A great, tiny organic cafe in my town, Comfort, decided to expand to a second, larger location last year. The owner, John Halko, has been renovating the new space for a year, and - thanks to the credit crisis - has been unable to raise the cash required to finish and finally open. With currency unavailable from traditional, centralized money-lending banks, Halko has turned instead to his community - to us - for support.
Granted, this is a small town. Pretty much everybody goes to Comfort - the only restaurant of its kind on the small strip - and we all have a stake in its success. Any extension of Comfort would bring more activity, vitality, and commerce to a tiny downtown (commercially devastated in the 1970s by the chain stores and strip malls of automobile-friendly Central Avenue).
So Halko's idea is to sell VIP cards. For every dollar a customer spends on a card, they receive the equivalent of $1.20 worth of credit at either restaurant. If I buy a thousand dollar card, I get twelve hundred dollars worth of food: a 20% rate of return on the investment of dollars. Halko gets the cash infusion he needs to build the new restaurant - and since he's paying for it in 20% tab adjustments, it just comes out of profits. He gets the money a lot cheaper than if he were borrowing it from the bank, paying back in cash over time. Meanwhile, customers get more food for less money.
But wait, there's more: the entire scheme refocuses a community's energy and cash on itself. Because our money goes further at our own restaurant than a restaurant somewhere else, we are biased towards eating locally. Since we have a stake in the success (and the non-failure) of the restaurant in whose food we have invested, we'll also be more likely to promote it to our friends. And since we have already spent a big chunk of money on Comfort's food, we're more likely go get food there than dish out more cash for a meal somewhere else.
When it gets really interesting is when other businesses begin to accept Comfort's VIP card and dollars for their services as well. But even in its current, limited incarnation, it's easy to see how the math of an extremely simple alternative currency works, why its existence gets cheaper money into the hands of people who need it, and how it circumvents centralized control over commerce.
Admittedly, this isn't a Boingworthy phenomenon in itself. It's simply not "scalable" the way Internet and tech things are. It's a local activity. But it can be modeled by other communities, and the Internet is a great way to share these experiments in social hacking, measure their results, and mutate them further.
Winner of the Media Ecology Association's first Neil Postman award for Career Achievement in Public Intellectual Activity, Douglas Rushkoff is an author, teacher, and documentarian who focuses on the ways people, cultures, and institutions create, share, and influence each other's values. He is technology and media commentator for CNN, and has taught and lectured around the world about media, technology, culture and economics. His new book, Program or Be Programmed: Ten Commands for a Digital Age, a followup to his Frontline documentary, Digital Nation. His last book, an analysis of the corporate spectacle called Life Inc., was also made into a short, award-winning film.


Could you retype, exactly and with no pictures, only the lines from the first line of the records below through the line that contains "Task: Click on the li: BBDO"?

Supplied entries:
%%
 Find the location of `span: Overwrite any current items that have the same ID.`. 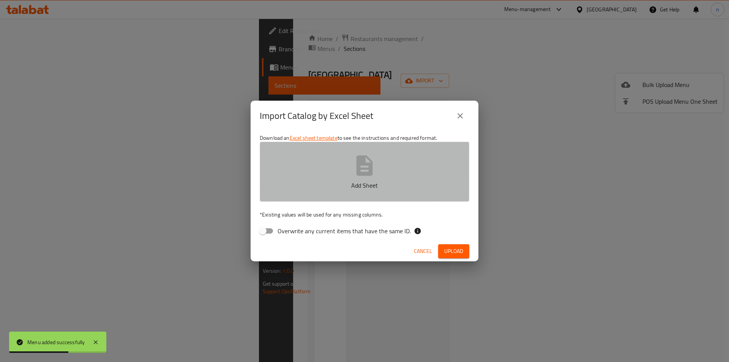

span: Overwrite any current items that have the same ID. is located at coordinates (344, 231).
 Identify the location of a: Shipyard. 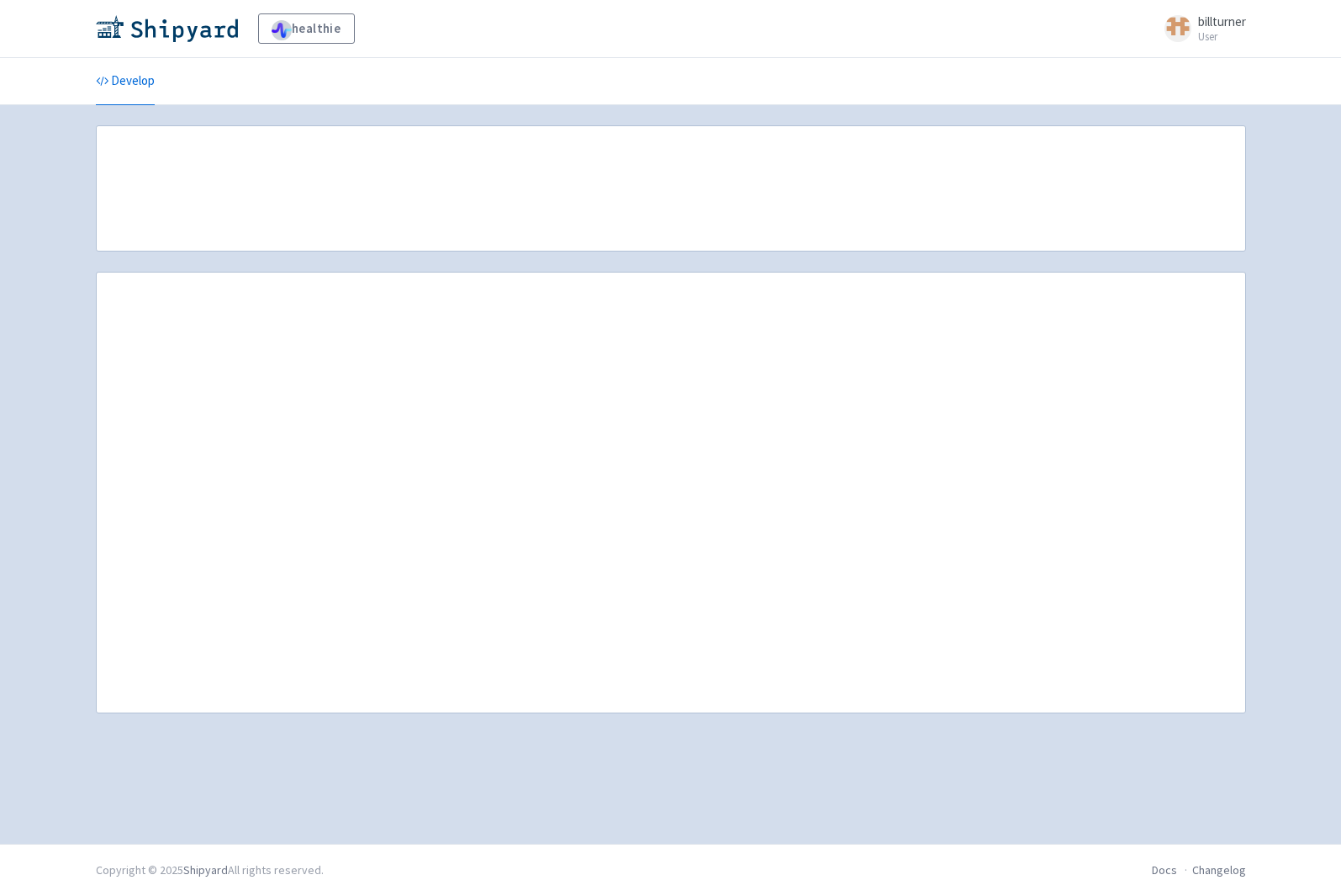
(205, 869).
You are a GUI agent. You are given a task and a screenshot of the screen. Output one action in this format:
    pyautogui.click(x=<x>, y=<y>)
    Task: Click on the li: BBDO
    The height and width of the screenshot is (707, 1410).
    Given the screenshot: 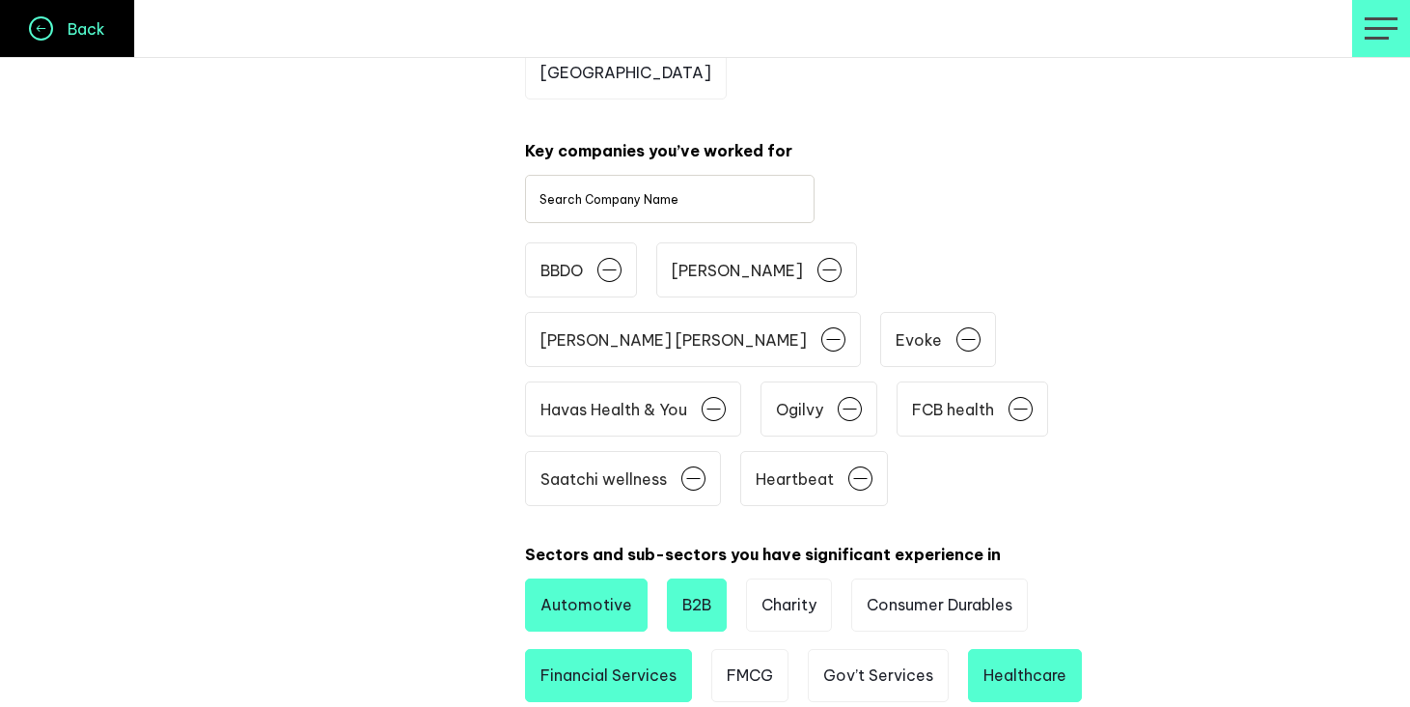 What is the action you would take?
    pyautogui.click(x=581, y=269)
    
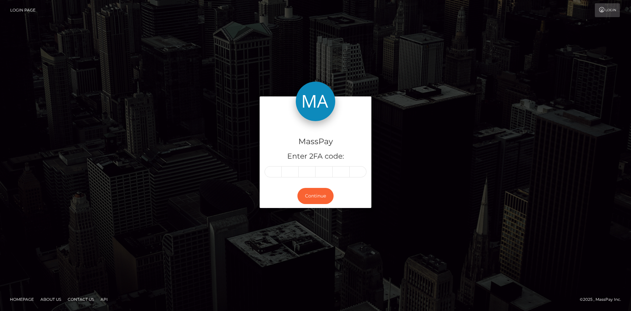  I want to click on a: Login, so click(608, 10).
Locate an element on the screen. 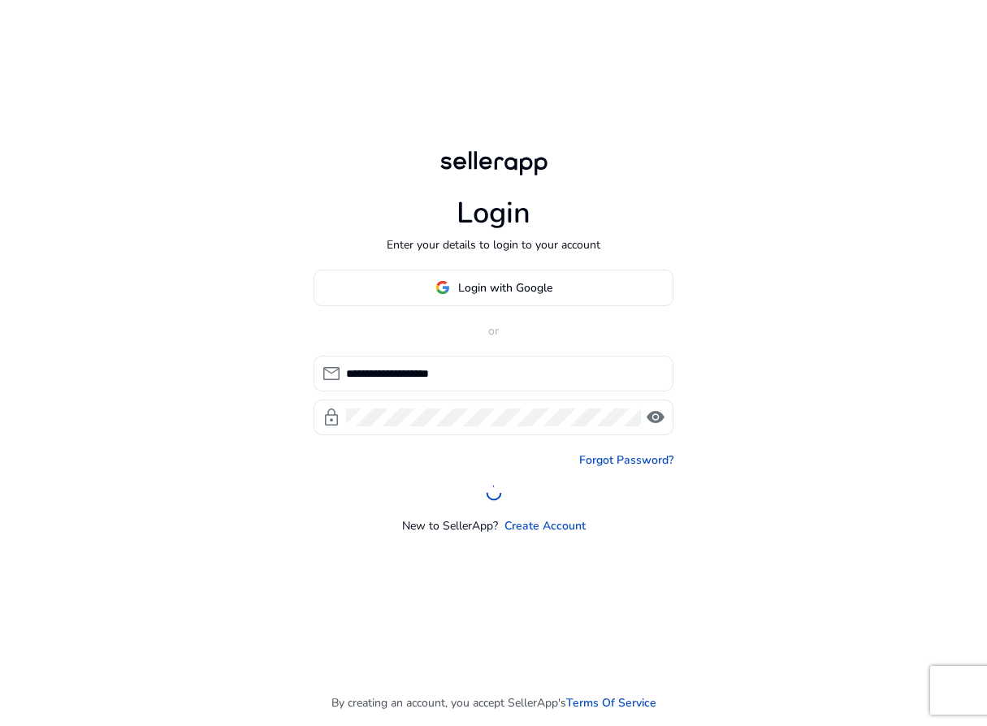 Image resolution: width=987 pixels, height=726 pixels. span: visibility is located at coordinates (655, 417).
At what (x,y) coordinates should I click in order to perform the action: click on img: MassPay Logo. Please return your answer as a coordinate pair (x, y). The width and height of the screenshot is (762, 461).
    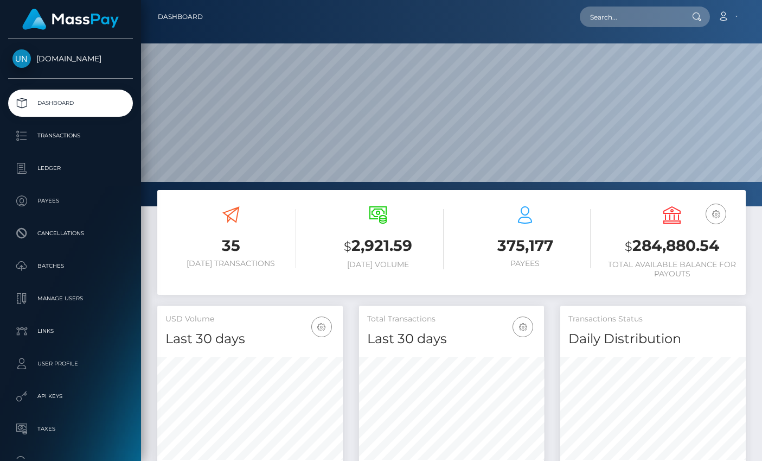
    Looking at the image, I should click on (71, 19).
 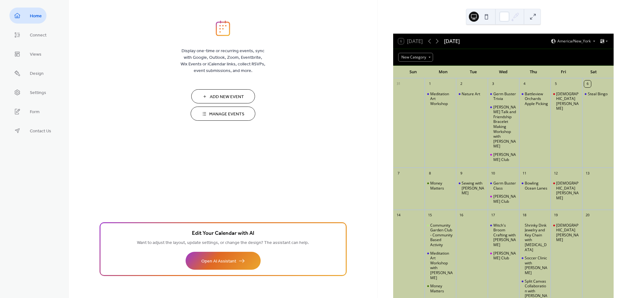 What do you see at coordinates (503, 235) in the screenshot?
I see `div: Witch's Broom Crafting with Lori` at bounding box center [503, 235].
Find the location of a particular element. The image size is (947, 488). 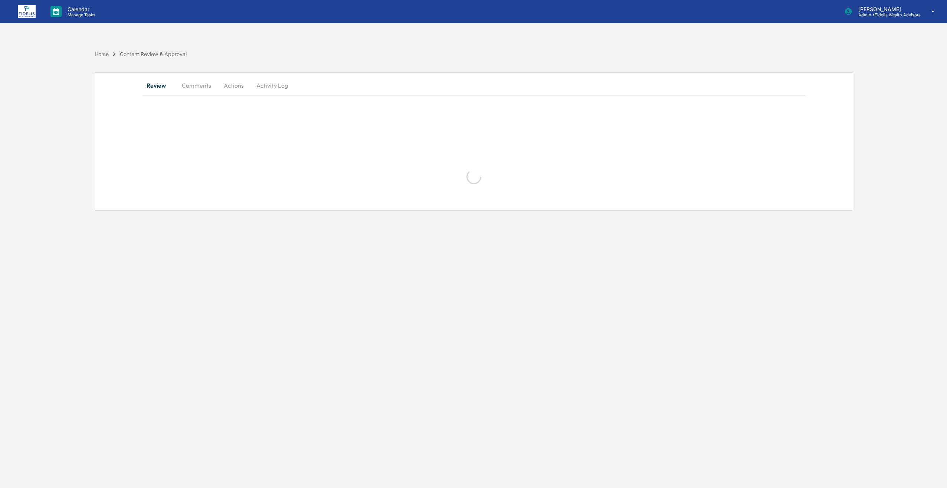

button: Review is located at coordinates (159, 85).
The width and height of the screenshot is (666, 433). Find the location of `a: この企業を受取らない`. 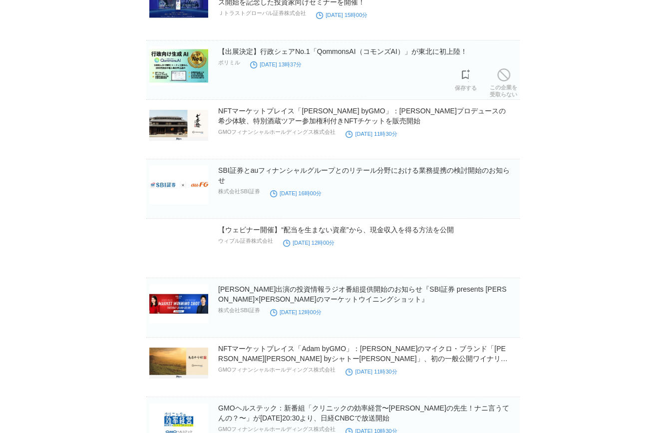

a: この企業を受取らない is located at coordinates (503, 82).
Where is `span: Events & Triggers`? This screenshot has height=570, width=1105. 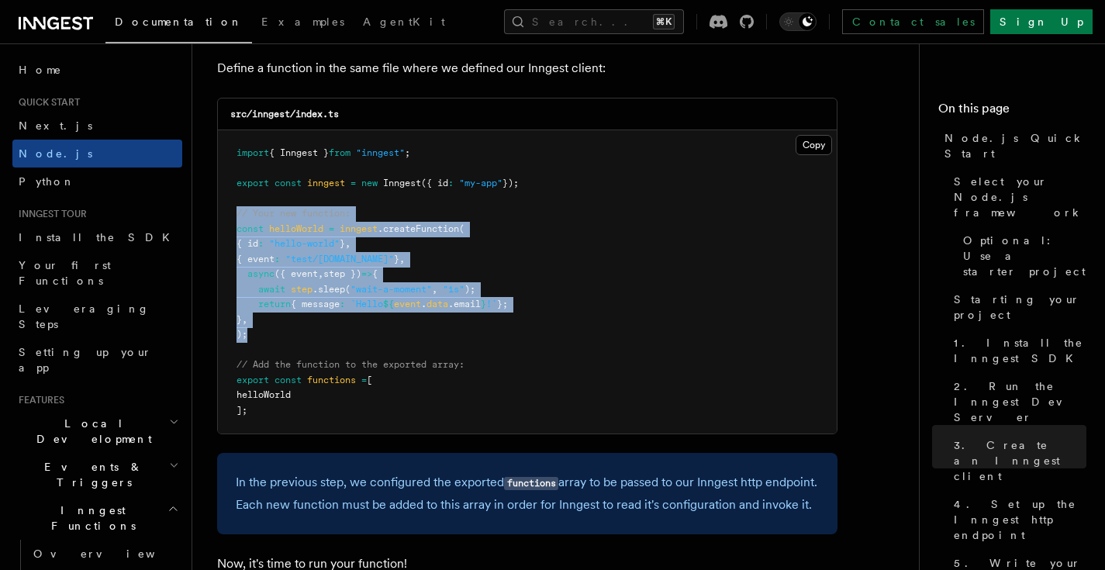 span: Events & Triggers is located at coordinates (91, 474).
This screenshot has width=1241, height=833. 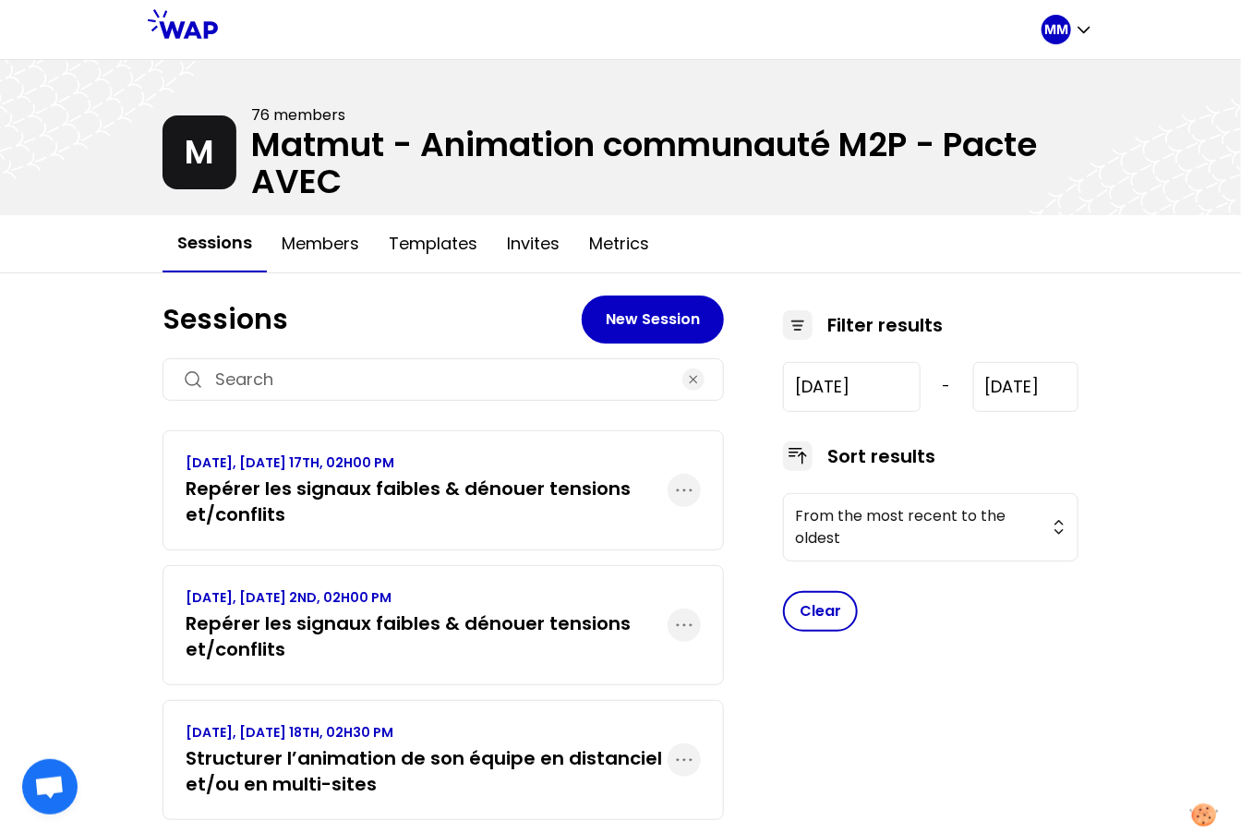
%%
Written solution:
 Find the location of `span: Overwrite any current items that have the same ID.`. 

span: Overwrite any current items that have the same ID. is located at coordinates (344, 231).
 Identify the location of a: Shipyard. 
(205, 869).
You are a GUI agent. You are given a task and a screenshot of the screen. Output one action in this format:
    pyautogui.click(x=<x>, y=<y>)
    Task: Click on the li: BBDO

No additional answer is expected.